I am quoting a part of Python documentation:
“A program doesn’t run any faster when it is read from a .pyc or .pyo file than when it is read from a .py file; the only thing that’s faster about .pyc or .pyo files is the speed with which they are loaded.”
I don’t understand what does it mean when it says it doesn’t affect the running time but the loading time? Could someone please explain it a little deep that I can understand completely?
There are two steps in converting the Python code you write to instructions the computer can understand:
A compile step. The raw Python code is converted to Python bytecode. This bytecode will be recognised by a Python interpreter on any operating system, on any hardware. This is what is stored in a .pyo or .pyc file.

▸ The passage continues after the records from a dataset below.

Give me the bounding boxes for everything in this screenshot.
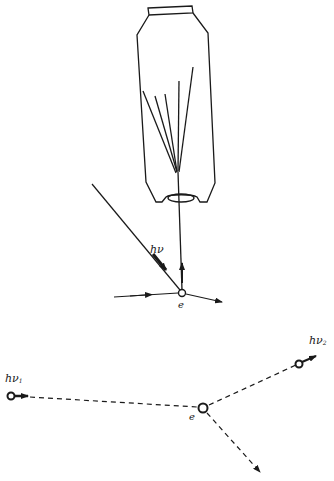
scattered-photon-label: hν2 (309, 335, 327, 346)
photon-label: hν (150, 244, 164, 255)
scattered-photon-sub: 2 (323, 339, 327, 346)
bottom-scattering (8, 356, 317, 472)
incident-photon-text: hν (5, 372, 19, 385)
detector-chamber-icon (137, 6, 215, 290)
scattered-photon-text: hν (309, 334, 323, 347)
compton-diagram: hν e hν1 hν2 e (0, 0, 334, 481)
incident-photon-icon (8, 393, 15, 400)
incident-photon-label: hν1 (5, 373, 23, 384)
scattered-photon-icon (296, 361, 303, 368)
electron-label-top: e (178, 300, 184, 310)
incident-photon-sub: 1 (19, 377, 23, 384)
electron-icon (199, 404, 208, 413)
electron-label-bottom: e (189, 412, 195, 422)
diagram-canvas (0, 0, 334, 481)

An interpretation step. The Python interpreter, or if you prefer the Python virtual machine, interprets the bytecode and sends low-level instructions to the computer. These low level instructions will be different between Linux and Windows, or between an Intel chip and an AMD, etc, so someone has to write a different interpreter for each type of system that Python can be run on.
When you run code from a .pyc file, step 1 has already been completed, so the execution goes straight to step 2. But step 2 runs just as fast as it would run if you compiled it immediately before running it. Whether the compile step slows down your code significantly depends on what your program does. You should experiment to see how big a difference waiting for your code to compile takes, but if you are writing short scripts the difference will probably be unnoticeable.